At least until the process by which voting machine software can be changed is updated to permit near-instantaneous changes.

Open source software is - generally - the most secure software around because the best minds have access to it, errors get discovered - and fixed - before they can be exploited.

Unfortunately, that same full visibility works against election security in a way that is not obvious to well-intended people who are unfamiiar with the reality of updating voting machines software.

In order to ensure that changes to the software do not adversely impact an election, it is a painstaking process to alter the software. It requires multi-level testing and government consent before implementation to prove it will not alter the integrity of the system. This is a process that takes (last time I was directly aware of it) at least two election cycles.

In the mean time - the open source software is being tested by anyone who chooses to test it, bugs are discovered and, as fast as they are discovered, people with nefarious intent devise ways to exploit the bugs.

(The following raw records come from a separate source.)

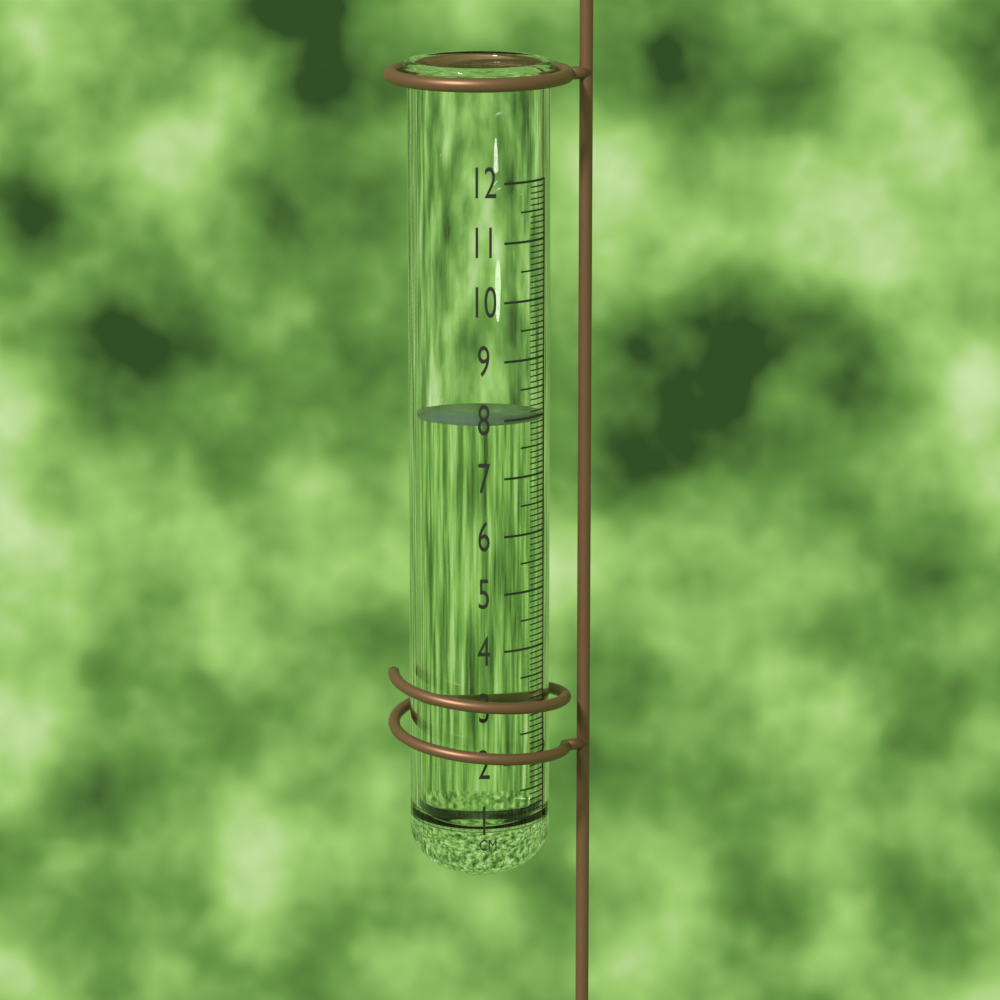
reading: 8.0 cm
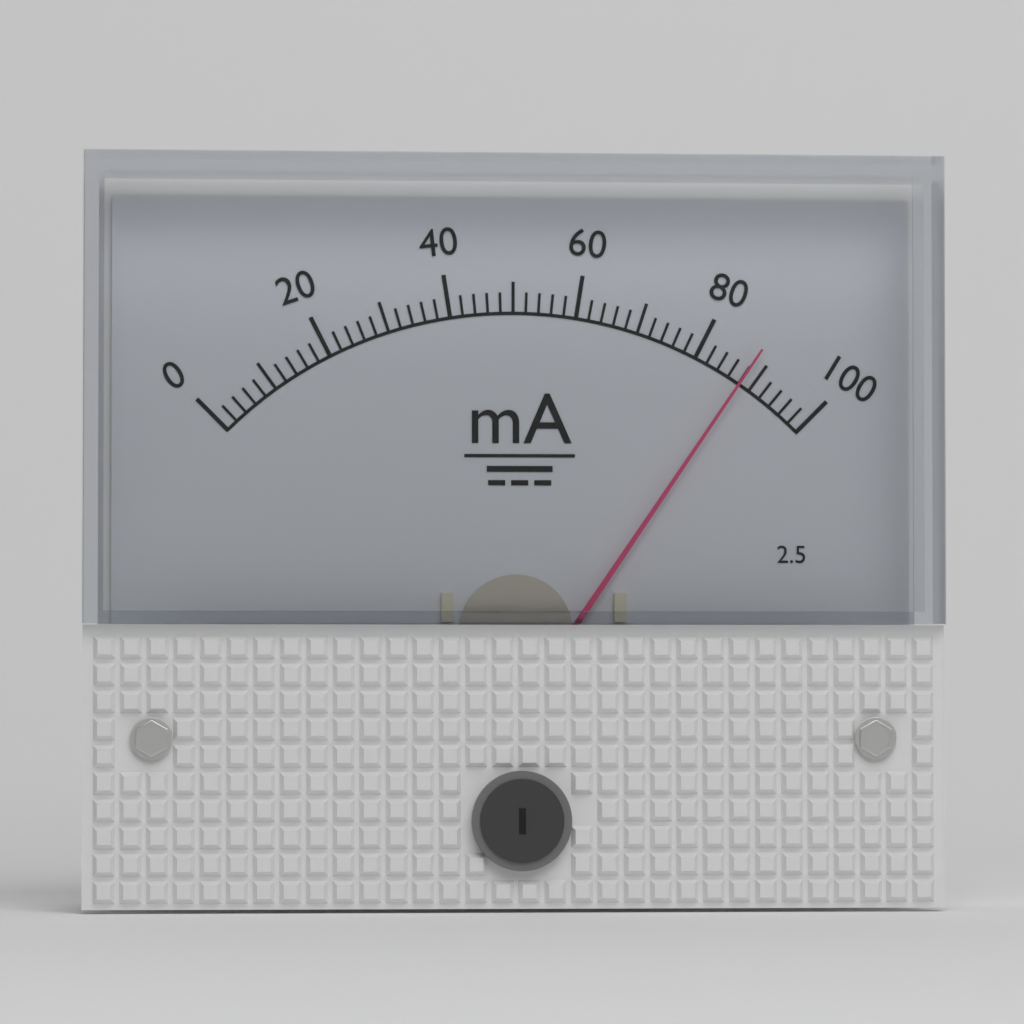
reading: 88 mA
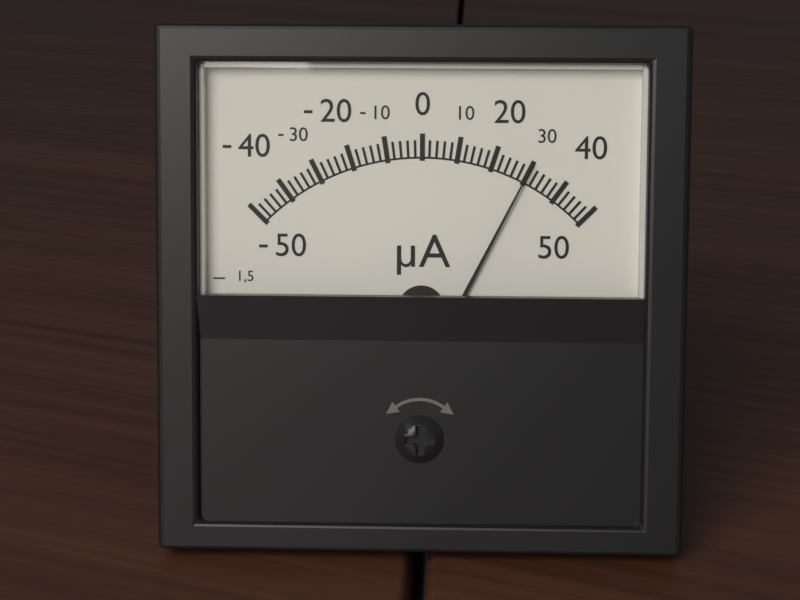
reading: 30 µA
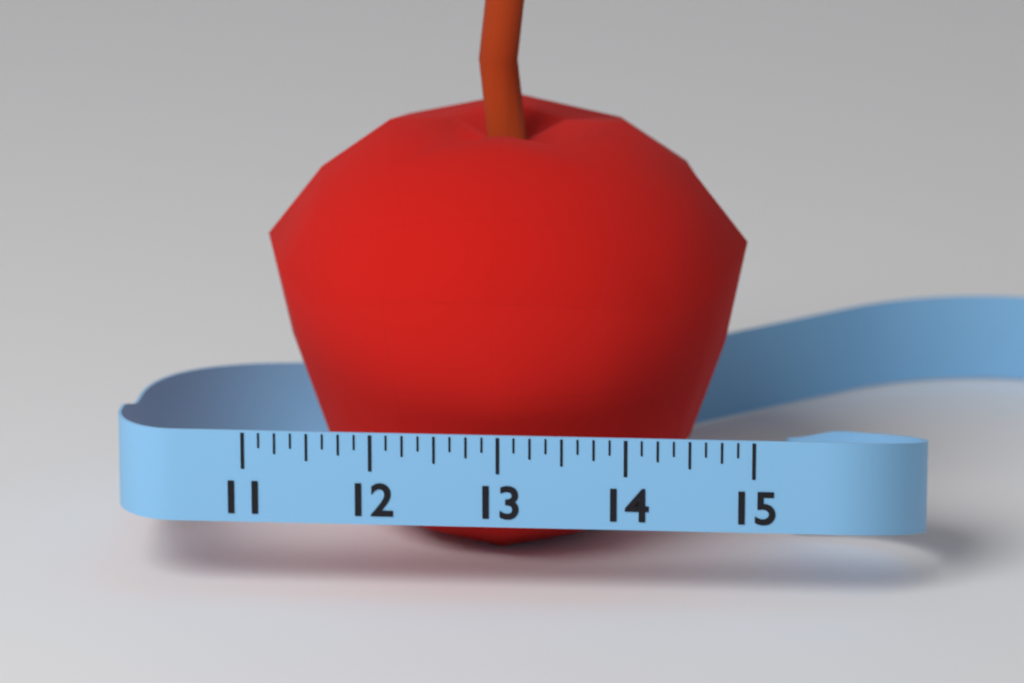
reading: 14.875 (no unit)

Even with the fastest good guys writing code at the same pace as the bad guys, the bad guys have around a year head start on implementation BECAUSE of the appropriate barriers to allowing on-the-fly changes to voting machine software. So while we are waiting for the fix to be approved, the bad guys are exploiting the bug. And there's nothing we can do about it.

So - if there is a way to speed up the process of approving changes, even #7 would be fine. But that requires caution because it opens up the voting sofware to the introduction of un(or poorly) tested changes.